Alexander Pavlov (apavlov)
Comment 8 2011-12-21 06:10:50 PST
(In reply to comment #7) > (From update of attachment 120006 [details]) > View in context: https://bugs.webkit.org/attachment.cgi?id=120006&action=review > > r=me, with some comments > > > Source/WebCore/css/CSSStyleSelector.cpp:725 > > + InspectorInstrumentationCookie cookie; > > +#if ENABLE(INSPECTOR) > > + if (InspectorInstrumentation::hasFrontends()) > > + cookie = InspectorInstrumentation::willMatchRule(document(), rule); > > +#endif > > It would be cleaner to inline the front end and enable checks inside the InspectorInstrumentation call. Returning a null cookie probably doesn't have meaningful cost. So, it looks like your only concern in the previous patch was the will... call _before_ the fast rejection path, and returning an empty cookie is fine, right?
Alexander Pavlov (apavlov)
Comment 9 2011-12-23 02:07:19 PST
Antti Koivisto
Comment 10 2011-12-23 09:20:05 PST
(In reply to comment #8) > So, it looks like your only concern in the previous patch was the will... call _before_ the fast rejection path, and returning an empty cookie is fine, right? Right, fastReject can throw out >90% of candidates so things are much hotter before it. Also, as I said I dont think measuring it is particularly interesting.

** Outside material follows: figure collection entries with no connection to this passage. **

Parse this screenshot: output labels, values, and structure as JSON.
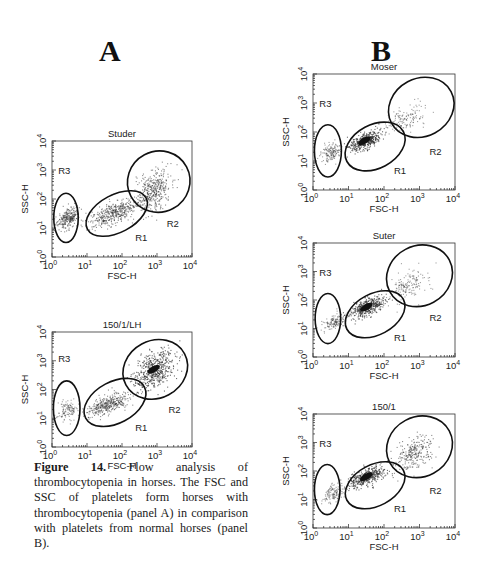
{
  "figure": {
    "panels": [
      {
        "letter": "A"
      },
      {
        "letter": "B"
      }
    ],
    "caption": {
      "label": "Figure 14.",
      "text": " Flow analysis of thrombocytopenia in horses. The FSC and SSC of platelets form horses with thrombocytopenia (panel A) in comparison with platelets from normal horses (panel B)."
    }
  },
  "chart_data": [
    {
      "type": "scatter",
      "panel": "A",
      "title": "Studer",
      "xlabel": "FSC-H",
      "ylabel": "SSC-H",
      "x_scale": "log",
      "y_scale": "log",
      "xlim": [
        1,
        10000
      ],
      "ylim": [
        1,
        10000
      ],
      "x_ticks": [
        "10^0",
        "10^1",
        "10^2",
        "10^3",
        "10^4"
      ],
      "y_ticks": [
        "10^0",
        "10^1",
        "10^2",
        "10^3",
        "10^4"
      ],
      "gates": [
        {
          "name": "R1",
          "label_pos": [
            2.55,
            0.55
          ],
          "shape": "ellipse",
          "center_log": [
            1.85,
            1.5
          ],
          "rx_log": 0.95,
          "ry_log": 0.65
        },
        {
          "name": "R2",
          "label_pos": [
            3.45,
            1.05
          ],
          "shape": "ellipse",
          "center_log": [
            3.05,
            2.6
          ],
          "rx_log": 0.9,
          "ry_log": 1.05
        },
        {
          "name": "R3",
          "label_pos": [
            0.35,
            2.85
          ],
          "shape": "ellipse",
          "center_log": [
            0.4,
            1.35
          ],
          "rx_log": 0.35,
          "ry_log": 0.85
        }
      ],
      "populations": [
        {
          "center_log": [
            0.45,
            1.35
          ],
          "spread": [
            0.22,
            0.3
          ],
          "count": 260,
          "density": "medium"
        },
        {
          "center_log": [
            1.8,
            1.55
          ],
          "spread": [
            0.55,
            0.3
          ],
          "count": 420,
          "density": "medium"
        },
        {
          "center_log": [
            2.9,
            2.3
          ],
          "spread": [
            0.35,
            0.55
          ],
          "count": 380,
          "density": "medium"
        }
      ]
    },
    {
      "type": "scatter",
      "panel": "A",
      "title": "150/1/LH",
      "xlabel": "FSC-H",
      "ylabel": "SSC-H",
      "x_scale": "log",
      "y_scale": "log",
      "xlim": [
        1,
        10000
      ],
      "ylim": [
        1,
        10000
      ],
      "x_ticks": [
        "10^0",
        "10^1",
        "10^2",
        "10^3",
        "10^4"
      ],
      "y_ticks": [
        "10^0",
        "10^1",
        "10^2",
        "10^3",
        "10^4"
      ],
      "gates": [
        {
          "name": "R1",
          "label_pos": [
            2.55,
            0.55
          ],
          "shape": "ellipse",
          "center_log": [
            1.8,
            1.55
          ],
          "rx_log": 0.95,
          "ry_log": 0.72
        },
        {
          "name": "R2",
          "label_pos": [
            3.5,
            1.2
          ],
          "shape": "ellipse",
          "center_log": [
            2.95,
            2.7
          ],
          "rx_log": 0.95,
          "ry_log": 1.0
        },
        {
          "name": "R3",
          "label_pos": [
            0.35,
            2.95
          ],
          "shape": "ellipse",
          "center_log": [
            0.42,
            1.35
          ],
          "rx_log": 0.38,
          "ry_log": 0.95
        }
      ],
      "populations": [
        {
          "center_log": [
            0.45,
            1.3
          ],
          "spread": [
            0.2,
            0.3
          ],
          "count": 120,
          "density": "low"
        },
        {
          "center_log": [
            1.6,
            1.5
          ],
          "spread": [
            0.5,
            0.25
          ],
          "count": 360,
          "density": "medium"
        },
        {
          "center_log": [
            2.9,
            2.7
          ],
          "spread": [
            0.4,
            0.5
          ],
          "count": 520,
          "density": "high"
        }
      ]
    },
    {
      "type": "scatter",
      "panel": "B",
      "title": "Moser",
      "xlabel": "FSC-H",
      "ylabel": "SSC-H",
      "x_scale": "log",
      "y_scale": "log",
      "xlim": [
        1,
        10000
      ],
      "ylim": [
        1,
        10000
      ],
      "x_ticks": [
        "10^0",
        "10^1",
        "10^2",
        "10^3",
        "10^4"
      ],
      "y_ticks": [
        "10^0",
        "10^1",
        "10^2",
        "10^3",
        "10^4"
      ],
      "gates": [
        {
          "name": "R1",
          "label_pos": [
            2.45,
            0.55
          ],
          "shape": "ellipse",
          "center_log": [
            1.75,
            1.5
          ],
          "rx_log": 0.9,
          "ry_log": 0.75
        },
        {
          "name": "R2",
          "label_pos": [
            3.45,
            1.2
          ],
          "shape": "ellipse",
          "center_log": [
            3.05,
            2.85
          ],
          "rx_log": 0.95,
          "ry_log": 1.0
        },
        {
          "name": "R3",
          "label_pos": [
            0.35,
            2.85
          ],
          "shape": "ellipse",
          "center_log": [
            0.42,
            1.35
          ],
          "rx_log": 0.38,
          "ry_log": 0.9
        }
      ],
      "populations": [
        {
          "center_log": [
            0.5,
            1.3
          ],
          "spread": [
            0.2,
            0.25
          ],
          "count": 150,
          "density": "low"
        },
        {
          "center_log": [
            1.45,
            1.7
          ],
          "spread": [
            0.35,
            0.22
          ],
          "count": 420,
          "density": "high"
        },
        {
          "center_log": [
            2.6,
            2.5
          ],
          "spread": [
            0.45,
            0.4
          ],
          "count": 140,
          "density": "low"
        }
      ]
    },
    {
      "type": "scatter",
      "panel": "B",
      "title": "Suter",
      "xlabel": "FSC-H",
      "ylabel": "SSC-H",
      "x_scale": "log",
      "y_scale": "log",
      "xlim": [
        1,
        10000
      ],
      "ylim": [
        1,
        10000
      ],
      "x_ticks": [
        "10^0",
        "10^1",
        "10^2",
        "10^3",
        "10^4"
      ],
      "y_ticks": [
        "10^0",
        "10^1",
        "10^2",
        "10^3",
        "10^4"
      ],
      "gates": [
        {
          "name": "R1",
          "label_pos": [
            2.45,
            0.55
          ],
          "shape": "ellipse",
          "center_log": [
            1.75,
            1.5
          ],
          "rx_log": 0.9,
          "ry_log": 0.72
        },
        {
          "name": "R2",
          "label_pos": [
            3.45,
            1.25
          ],
          "shape": "ellipse",
          "center_log": [
            3.0,
            2.85
          ],
          "rx_log": 0.95,
          "ry_log": 1.05
        },
        {
          "name": "R3",
          "label_pos": [
            0.35,
            2.85
          ],
          "shape": "ellipse",
          "center_log": [
            0.42,
            1.35
          ],
          "rx_log": 0.36,
          "ry_log": 0.88
        }
      ],
      "populations": [
        {
          "center_log": [
            0.6,
            1.25
          ],
          "spread": [
            0.25,
            0.22
          ],
          "count": 140,
          "density": "low"
        },
        {
          "center_log": [
            1.5,
            1.75
          ],
          "spread": [
            0.4,
            0.25
          ],
          "count": 400,
          "density": "high"
        },
        {
          "center_log": [
            2.7,
            2.55
          ],
          "spread": [
            0.45,
            0.45
          ],
          "count": 160,
          "density": "low"
        }
      ]
    },
    {
      "type": "scatter",
      "panel": "B",
      "title": "150/1",
      "xlabel": "FSC-H",
      "ylabel": "SSC-H",
      "x_scale": "log",
      "y_scale": "log",
      "xlim": [
        1,
        10000
      ],
      "ylim": [
        1,
        10000
      ],
      "x_ticks": [
        "10^0",
        "10^1",
        "10^2",
        "10^3",
        "10^4"
      ],
      "y_ticks": [
        "10^0",
        "10^1",
        "10^2",
        "10^3",
        "10^4"
      ],
      "gates": [
        {
          "name": "R1",
          "label_pos": [
            2.45,
            0.55
          ],
          "shape": "ellipse",
          "center_log": [
            1.75,
            1.5
          ],
          "rx_log": 0.9,
          "ry_log": 0.72
        },
        {
          "name": "R2",
          "label_pos": [
            3.45,
            1.2
          ],
          "shape": "ellipse",
          "center_log": [
            3.0,
            2.85
          ],
          "rx_log": 0.95,
          "ry_log": 1.05
        },
        {
          "name": "R3",
          "label_pos": [
            0.35,
            2.85
          ],
          "shape": "ellipse",
          "center_log": [
            0.4,
            1.35
          ],
          "rx_log": 0.36,
          "ry_log": 0.88
        }
      ],
      "populations": [
        {
          "center_log": [
            0.55,
            1.2
          ],
          "spread": [
            0.22,
            0.25
          ],
          "count": 130,
          "density": "low"
        },
        {
          "center_log": [
            1.5,
            1.8
          ],
          "spread": [
            0.4,
            0.25
          ],
          "count": 420,
          "density": "high"
        },
        {
          "center_log": [
            2.8,
            2.6
          ],
          "spread": [
            0.4,
            0.45
          ],
          "count": 260,
          "density": "medium"
        }
      ]
    }
  ]
}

Alexander Pavlov (apavlov)
Comment 11 2011-12-23 09:43:32 PST
(In reply to comment #10) > (In reply to comment #8) > > So, it looks like your only concern in the previous patch was the will... call _before_ the fast rejection path, and returning an empty cookie is fine, right? > > Right, fastReject can throw out >90% of candidates so things are much hotter before it. Also, as I said I dont think measuring it is particularly interesting. Thanks for the clarification, Antti. The landed patch excludes fastReject from the measurement.